NO WRITER ATTRIBUTED

THE College Council, Radcliffe's policy-making body, did not invite student representatives to its first meeting. This failure is particularly disappointing because both the administration and students spent long hours last year trying to work out a new, mutually beneficial relationship.

True, the present constitution of the Radcliffe Union of Students does not deal with student representation on the Council even though students over-whelmingly approved the idea when a first draft of the constitution was submitted to them for a vote last year. This clause was finally dropped by the student officers in order to get the constitution approved at all and a verbal agreement was substituted under which students would be invited "from time to time."

Mrs. Bunting often said that "at a time when students want communication so much, it is a shame for them to isolate themselves." She has praised RUS several times in the past for not isolating itself.
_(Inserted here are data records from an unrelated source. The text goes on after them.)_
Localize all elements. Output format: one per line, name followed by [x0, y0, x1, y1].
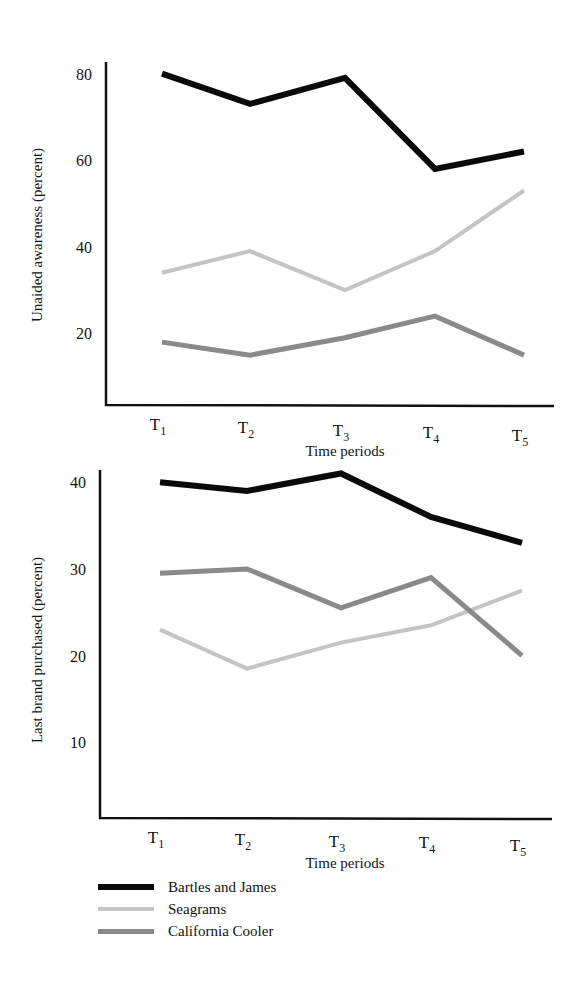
y-tick-label: 40	[70, 474, 86, 491]
legend-item-california-cooler: California Cooler	[98, 920, 276, 942]
x-axis-title: Time periods	[305, 443, 384, 459]
y-axis-title: Unaided awareness (percent)	[29, 148, 46, 322]
x-tick-label: T5	[510, 836, 526, 859]
y-tick-label: 20	[76, 325, 92, 342]
x-tick-label: T2	[238, 418, 254, 441]
axes	[106, 62, 554, 406]
series-line-seagrams	[162, 191, 524, 291]
x-tick-label: T3	[329, 832, 345, 855]
legend-swatch-mid-gray-icon	[98, 929, 154, 934]
awareness-chart: 20406080Unaided awareness (percent)T1T2T…	[29, 62, 554, 459]
axes	[100, 470, 552, 819]
legend-label: Seagrams	[168, 901, 226, 918]
series-line-seagrams	[160, 591, 522, 669]
x-tick-label: T1	[150, 415, 166, 438]
x-axis-title: Time periods	[305, 855, 384, 871]
line-charts: 20406080Unaided awareness (percent)T1T2T…	[0, 0, 579, 991]
figure: 20406080Unaided awareness (percent)T1T2T…	[0, 0, 579, 991]
y-tick-label: 60	[76, 152, 92, 169]
series-line-california-cooler	[162, 316, 524, 355]
y-tick-label: 10	[70, 734, 86, 751]
x-tick-label: T3	[333, 421, 349, 444]
legend-item-bartles-and-james: Bartles and James	[98, 876, 276, 898]
purchase-chart: 10203040Last brand purchased (percent)T1…	[29, 470, 552, 871]
legend-swatch-solid-black-icon	[98, 884, 154, 890]
legend-label: California Cooler	[168, 923, 273, 940]
legend: Bartles and James Seagrams California Co…	[98, 876, 276, 942]
y-tick-label: 80	[76, 66, 92, 83]
y-axis-title: Last brand purchased (percent)	[29, 557, 46, 743]
series-line-bartles-and-james	[160, 474, 522, 543]
series-line-bartles-and-james	[162, 74, 524, 169]
x-tick-label: T4	[423, 423, 439, 446]
y-tick-label: 30	[70, 561, 86, 578]
x-tick-label: T2	[235, 830, 251, 853]
legend-swatch-light-gray-icon	[98, 907, 154, 911]
x-tick-label: T4	[419, 833, 435, 856]
y-tick-label: 20	[70, 648, 86, 665]
x-tick-label: T1	[148, 828, 164, 851]
legend-item-seagrams: Seagrams	[98, 898, 276, 920]
x-tick-label: T5	[512, 426, 528, 449]
legend-label: Bartles and James	[168, 879, 276, 896]
y-tick-label: 40	[76, 239, 92, 256]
She is right, and it is praise well-deserved.

But one would hope that the administration is equally eager for communication and that it is not going to isolate itself. A dialogue can only exist in an atmosphere of mutual respect.

For this reason the College Council should have made a special point of inviting student representatives to its first meeting. Mrs. Bunting has used the excuse that the meeting took place in early September before most students were back in Cambridge. But the dates for the Council meetings are set up well in advance and it is hard to believe that the Council could not have dropped RUS President Debbie Batts a line informing her of the meeting and requesting student representation if possible.

Late last spring there was hope in the air. Hope that the administration had realized that students could make important contributions to the running of the College. An invitation to the first meeting of the Council would have been a symbolic statement of the administration's trust in students and of its sincere wish to see students participate.

IN ORDER to build on the achievements of last spring, the administration must now move to regularize student participation to give students the feeling that they do have a valuable contribution to make. The ambiguities surrounding student representation on the Council must be settled quickly. Students for their part must take up the challenge, and begin working together with the administration in the various alumnae committees open to student representatives for the first time this year.